How Do You Teach AI to a Senior Leader?
Last updated: May 14, 2026
Start with one outcome they care about this quarter, not a feature demo. Show them how AI changes work they already do — not hypothetical work. Never open with tool features. Build in a way for them to try it themselves without an audience. If they come out of the session with one workflow they can actually use, you've succeeded. If they come out with an overview of the AI landscape, you've wasted their time.
Why Is This Harder Than It Looks?
Teaching AI to senior leaders is one of the more counterintuitive facilitation challenges in this space. The instinct is to start broad — here's what AI is, here's what it can do, here's the landscape of tools — and then narrow down to practical application. That sequence fails with this audience almost every time.
Senior leaders don't have patience for setup they can't immediately connect to a real problem. They do have patience for something that makes their work better, faster. If you can demonstrate that in the first fifteen minutes, you have the room. If you spend the first fifteen minutes on background, you've lost it.
There's also the audience dynamic problem. If you're teaching a senior leader in front of their own team, the learning is compromised before it starts. They're managing two things at once: the content and how they appear engaging with it. That's too much cognitive overhead for genuine learning.
And the practical tools themselves can be disorienting. Showing someone fifteen possible use cases is not teaching them. It's showing them a catalog. They need to start with one thing, do it until it clicks, and then expand from there.
What Actually Works
Anchor to a real outcome, not a use case menu. Before the session, find out what they're actually working on this quarter. What decisions are they facing? What's on their desk that's slow? What meeting prep do they dread? Design the session around that. This takes fifteen minutes of prep before the session. It changes the entire dynamic.
Use their actual work, not example content. The fastest path to genuine learning is watching AI handle something real. Bring in an actual document they're working on — a report summary, a long email thread, a draft strategy document — and run it through an AI tool live. The result is immediate and personal. They're not evaluating AI in the abstract. They're evaluating what it does with their work.
Try before you explain. Let them attempt a task in the tool before you explain how to do it well. This sounds counterintuitive but it works: the confusion they hit on their first try reveals exactly what they need explained. Teaching before the confusion exists means teaching things they have no context to absorb.
Build in solo time without an audience. At some point in the session, give them ten minutes to try something themselves without you or their team watching. This is where most learning actually happens. People ask the tool questions they wouldn't ask in front of others. They experiment in ways that would feel awkward if observed. Design this into the session, not as an afterthought.
Set a specific practice commitment before they leave. Not "try to use AI this week." One specific task, one specific tool, a two-sentence description of what they'll do. Written down. This matters more than anything that happens in the session itself.
The Thing People Miss
The metric for a successful session with a senior leader isn't how much they learned. It's whether they actually use something in the next week.
Most AI training generates awareness and good intentions. Behavior change requires a different design: shorter sessions, more specific application, a follow-up mechanism. A single 90-minute workshop almost never changes how an executive works. A series of structured touchpoints over six to eight weeks, with specific practice between sessions, often does.
If you're designing a one-off session, the most important thing you can do is make it easy to take one next step immediately after. Not a list of resources. One thing. That one thing is the bridge between the session and real adoption.
What This Looks Like in Practice
CoCreate facilitates AI sessions for leadership teams at enterprise organizations — financial services, pharma, professional services. The format is not a lecture. Sessions run with a group of senior leaders, structured around their actual workflows, with real-time application of tools to problems they're currently facing.
Internal champions — chiefs of staff, L&D leads, operations directors — often ask for a simpler version: what should I run myself? The answer: start with your leader's most frustrating recurring task. Not their most strategic one. Their most frustrating recurring one. Show them AI handles it, watch the reaction, and build from there.
When you need an experienced facilitator to run applied sessions for executives, CoCreate describes that work alongside its other services.
Related Questions
If you're the person tasked with bringing AI to your leadership team and you want to do it right, let's talk.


TASK STATEMENT. In the entries that follow, how many lines contain "Staff"? Answer with the number only.

Website and app data records
——

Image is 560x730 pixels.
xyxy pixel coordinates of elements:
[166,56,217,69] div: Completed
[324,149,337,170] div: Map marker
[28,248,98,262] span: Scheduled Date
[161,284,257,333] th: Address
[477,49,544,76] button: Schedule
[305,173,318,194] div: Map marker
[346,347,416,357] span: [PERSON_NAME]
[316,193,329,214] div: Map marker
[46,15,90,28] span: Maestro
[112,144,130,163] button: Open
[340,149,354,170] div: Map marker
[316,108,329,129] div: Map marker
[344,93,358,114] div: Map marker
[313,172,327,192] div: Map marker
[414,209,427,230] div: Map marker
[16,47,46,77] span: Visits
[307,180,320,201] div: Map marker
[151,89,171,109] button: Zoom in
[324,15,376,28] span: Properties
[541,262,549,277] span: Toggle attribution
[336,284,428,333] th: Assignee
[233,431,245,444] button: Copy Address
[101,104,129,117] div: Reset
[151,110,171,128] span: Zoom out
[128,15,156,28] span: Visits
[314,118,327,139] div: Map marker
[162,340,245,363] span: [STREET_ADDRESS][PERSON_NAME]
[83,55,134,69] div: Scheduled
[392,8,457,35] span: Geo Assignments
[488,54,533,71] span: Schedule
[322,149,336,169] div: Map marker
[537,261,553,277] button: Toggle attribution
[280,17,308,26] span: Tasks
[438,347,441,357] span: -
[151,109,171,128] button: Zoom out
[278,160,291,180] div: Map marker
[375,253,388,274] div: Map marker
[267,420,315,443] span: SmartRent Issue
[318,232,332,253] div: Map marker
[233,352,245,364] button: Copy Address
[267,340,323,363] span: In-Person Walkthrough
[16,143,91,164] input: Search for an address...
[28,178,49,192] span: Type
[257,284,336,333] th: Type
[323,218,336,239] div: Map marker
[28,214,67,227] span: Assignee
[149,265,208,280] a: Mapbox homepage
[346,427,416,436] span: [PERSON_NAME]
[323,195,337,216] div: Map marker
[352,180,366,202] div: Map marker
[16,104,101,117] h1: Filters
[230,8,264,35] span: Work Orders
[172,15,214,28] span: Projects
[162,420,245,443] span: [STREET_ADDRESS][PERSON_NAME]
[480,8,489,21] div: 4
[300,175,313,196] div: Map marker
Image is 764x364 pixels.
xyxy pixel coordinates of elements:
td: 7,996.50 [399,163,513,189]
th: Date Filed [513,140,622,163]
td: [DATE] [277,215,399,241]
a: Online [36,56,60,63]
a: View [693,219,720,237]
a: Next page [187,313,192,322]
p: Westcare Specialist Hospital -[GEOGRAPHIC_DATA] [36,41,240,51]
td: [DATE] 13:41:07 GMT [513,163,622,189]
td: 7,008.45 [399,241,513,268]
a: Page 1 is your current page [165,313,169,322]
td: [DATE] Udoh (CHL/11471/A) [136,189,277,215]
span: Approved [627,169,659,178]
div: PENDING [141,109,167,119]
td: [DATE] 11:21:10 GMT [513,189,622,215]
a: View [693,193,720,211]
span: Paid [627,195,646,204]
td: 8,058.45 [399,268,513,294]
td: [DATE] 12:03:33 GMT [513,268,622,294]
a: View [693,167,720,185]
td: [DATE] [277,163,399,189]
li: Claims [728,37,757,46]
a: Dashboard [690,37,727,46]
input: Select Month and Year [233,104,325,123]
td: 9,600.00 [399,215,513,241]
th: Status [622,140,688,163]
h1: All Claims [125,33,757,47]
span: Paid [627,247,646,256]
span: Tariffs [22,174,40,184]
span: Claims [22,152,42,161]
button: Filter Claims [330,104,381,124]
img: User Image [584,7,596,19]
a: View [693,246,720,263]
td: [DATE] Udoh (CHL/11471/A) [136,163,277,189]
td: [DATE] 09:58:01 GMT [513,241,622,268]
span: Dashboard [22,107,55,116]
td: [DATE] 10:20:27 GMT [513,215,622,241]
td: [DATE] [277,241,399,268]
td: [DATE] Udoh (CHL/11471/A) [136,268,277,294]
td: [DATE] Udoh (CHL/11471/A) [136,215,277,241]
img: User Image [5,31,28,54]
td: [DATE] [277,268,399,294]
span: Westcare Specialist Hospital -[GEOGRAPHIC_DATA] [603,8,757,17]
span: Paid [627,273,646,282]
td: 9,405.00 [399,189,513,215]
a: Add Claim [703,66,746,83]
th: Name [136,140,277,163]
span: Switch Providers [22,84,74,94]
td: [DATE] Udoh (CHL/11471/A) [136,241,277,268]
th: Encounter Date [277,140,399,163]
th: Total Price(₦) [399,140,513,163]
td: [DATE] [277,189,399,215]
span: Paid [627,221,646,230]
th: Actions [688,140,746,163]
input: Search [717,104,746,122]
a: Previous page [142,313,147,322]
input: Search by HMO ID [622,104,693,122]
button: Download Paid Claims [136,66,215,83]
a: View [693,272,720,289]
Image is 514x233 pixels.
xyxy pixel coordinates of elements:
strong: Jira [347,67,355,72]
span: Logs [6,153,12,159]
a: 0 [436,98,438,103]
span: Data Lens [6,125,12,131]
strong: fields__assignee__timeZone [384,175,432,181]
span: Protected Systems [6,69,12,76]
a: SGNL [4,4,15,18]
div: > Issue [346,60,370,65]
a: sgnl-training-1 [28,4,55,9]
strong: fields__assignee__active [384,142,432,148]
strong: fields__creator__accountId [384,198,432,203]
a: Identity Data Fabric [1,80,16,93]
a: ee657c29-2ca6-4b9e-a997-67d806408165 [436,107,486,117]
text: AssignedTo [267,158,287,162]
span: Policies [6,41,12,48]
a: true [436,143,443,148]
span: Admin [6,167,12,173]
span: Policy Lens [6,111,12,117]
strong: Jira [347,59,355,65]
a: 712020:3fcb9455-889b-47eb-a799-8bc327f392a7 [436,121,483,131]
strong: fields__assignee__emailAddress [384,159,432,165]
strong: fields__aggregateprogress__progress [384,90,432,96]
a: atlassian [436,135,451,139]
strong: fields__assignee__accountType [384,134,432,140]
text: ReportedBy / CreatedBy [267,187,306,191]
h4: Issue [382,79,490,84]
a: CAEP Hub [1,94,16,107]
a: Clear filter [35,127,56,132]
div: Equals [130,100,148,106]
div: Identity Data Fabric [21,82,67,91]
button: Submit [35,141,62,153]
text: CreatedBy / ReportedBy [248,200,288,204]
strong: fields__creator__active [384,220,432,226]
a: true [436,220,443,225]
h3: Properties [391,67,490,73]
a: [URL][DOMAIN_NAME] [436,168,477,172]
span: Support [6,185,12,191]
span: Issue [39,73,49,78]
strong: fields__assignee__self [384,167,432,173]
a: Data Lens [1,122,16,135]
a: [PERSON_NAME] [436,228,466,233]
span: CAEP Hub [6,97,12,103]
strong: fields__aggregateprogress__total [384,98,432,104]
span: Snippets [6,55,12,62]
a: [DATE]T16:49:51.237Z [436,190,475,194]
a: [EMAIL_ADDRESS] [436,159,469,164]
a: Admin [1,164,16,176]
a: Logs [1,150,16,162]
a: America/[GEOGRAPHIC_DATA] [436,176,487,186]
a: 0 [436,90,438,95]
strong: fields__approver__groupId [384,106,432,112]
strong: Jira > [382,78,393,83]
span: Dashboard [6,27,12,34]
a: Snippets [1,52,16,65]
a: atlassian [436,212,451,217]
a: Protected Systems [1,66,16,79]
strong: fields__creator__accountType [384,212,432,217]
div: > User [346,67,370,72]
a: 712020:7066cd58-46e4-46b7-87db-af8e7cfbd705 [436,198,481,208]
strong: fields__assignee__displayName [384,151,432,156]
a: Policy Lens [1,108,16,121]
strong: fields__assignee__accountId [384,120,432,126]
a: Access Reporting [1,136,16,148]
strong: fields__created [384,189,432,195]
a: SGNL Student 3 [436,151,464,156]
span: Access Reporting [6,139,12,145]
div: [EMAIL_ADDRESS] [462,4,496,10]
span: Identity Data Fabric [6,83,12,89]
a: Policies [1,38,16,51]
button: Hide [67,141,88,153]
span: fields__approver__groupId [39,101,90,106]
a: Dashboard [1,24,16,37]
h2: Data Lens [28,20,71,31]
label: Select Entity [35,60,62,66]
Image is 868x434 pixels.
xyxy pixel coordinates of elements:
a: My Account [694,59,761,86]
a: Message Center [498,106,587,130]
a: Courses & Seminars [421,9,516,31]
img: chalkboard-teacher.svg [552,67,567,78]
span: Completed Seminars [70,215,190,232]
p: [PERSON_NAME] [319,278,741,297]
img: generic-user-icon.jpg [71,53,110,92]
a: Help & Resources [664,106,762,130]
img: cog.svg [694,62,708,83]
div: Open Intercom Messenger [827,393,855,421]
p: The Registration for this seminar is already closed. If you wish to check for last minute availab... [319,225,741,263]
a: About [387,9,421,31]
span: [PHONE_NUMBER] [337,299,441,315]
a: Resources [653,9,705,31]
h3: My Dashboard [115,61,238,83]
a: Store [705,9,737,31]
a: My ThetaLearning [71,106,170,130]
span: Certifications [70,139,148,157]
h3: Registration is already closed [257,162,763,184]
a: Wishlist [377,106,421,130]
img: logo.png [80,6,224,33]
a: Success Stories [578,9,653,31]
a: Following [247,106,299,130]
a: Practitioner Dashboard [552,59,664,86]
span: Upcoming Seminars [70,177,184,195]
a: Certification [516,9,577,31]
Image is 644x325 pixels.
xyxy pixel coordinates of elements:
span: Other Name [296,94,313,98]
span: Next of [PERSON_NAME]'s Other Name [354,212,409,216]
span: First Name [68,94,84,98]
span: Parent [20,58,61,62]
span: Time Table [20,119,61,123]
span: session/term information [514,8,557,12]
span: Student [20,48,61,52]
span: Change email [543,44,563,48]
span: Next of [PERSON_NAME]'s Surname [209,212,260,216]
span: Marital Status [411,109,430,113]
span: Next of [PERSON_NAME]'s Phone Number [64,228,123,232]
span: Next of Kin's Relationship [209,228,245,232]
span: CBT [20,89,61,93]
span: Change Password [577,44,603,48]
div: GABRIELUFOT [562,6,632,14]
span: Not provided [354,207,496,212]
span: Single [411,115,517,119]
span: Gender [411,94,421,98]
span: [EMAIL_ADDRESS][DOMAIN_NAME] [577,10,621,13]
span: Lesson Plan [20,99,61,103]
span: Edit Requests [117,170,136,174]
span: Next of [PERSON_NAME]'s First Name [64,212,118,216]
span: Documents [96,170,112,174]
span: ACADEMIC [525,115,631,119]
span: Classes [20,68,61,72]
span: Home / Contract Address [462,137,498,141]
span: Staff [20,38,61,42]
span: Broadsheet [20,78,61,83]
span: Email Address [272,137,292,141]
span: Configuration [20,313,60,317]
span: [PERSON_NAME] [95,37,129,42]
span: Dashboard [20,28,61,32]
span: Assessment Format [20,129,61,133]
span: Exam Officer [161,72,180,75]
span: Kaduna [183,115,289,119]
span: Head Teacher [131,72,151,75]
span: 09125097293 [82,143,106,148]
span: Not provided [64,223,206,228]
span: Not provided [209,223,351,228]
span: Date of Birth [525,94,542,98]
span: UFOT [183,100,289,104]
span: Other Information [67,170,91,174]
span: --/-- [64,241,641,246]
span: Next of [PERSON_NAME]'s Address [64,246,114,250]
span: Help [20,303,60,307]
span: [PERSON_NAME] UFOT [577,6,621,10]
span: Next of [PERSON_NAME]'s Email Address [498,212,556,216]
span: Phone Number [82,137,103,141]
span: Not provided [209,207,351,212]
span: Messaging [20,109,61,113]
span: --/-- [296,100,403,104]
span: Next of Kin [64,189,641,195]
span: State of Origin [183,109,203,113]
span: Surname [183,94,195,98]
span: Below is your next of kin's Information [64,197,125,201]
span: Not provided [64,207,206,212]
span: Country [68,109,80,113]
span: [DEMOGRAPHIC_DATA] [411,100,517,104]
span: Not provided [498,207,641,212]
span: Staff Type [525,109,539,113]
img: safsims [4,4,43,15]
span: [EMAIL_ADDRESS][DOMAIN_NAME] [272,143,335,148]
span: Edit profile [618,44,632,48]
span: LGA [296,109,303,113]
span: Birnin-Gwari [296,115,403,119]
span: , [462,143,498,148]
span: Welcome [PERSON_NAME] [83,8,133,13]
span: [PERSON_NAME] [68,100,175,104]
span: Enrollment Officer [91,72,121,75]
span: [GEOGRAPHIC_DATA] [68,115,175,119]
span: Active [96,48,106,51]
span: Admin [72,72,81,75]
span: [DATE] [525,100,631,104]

——

EXERCISE OUTPUT. 2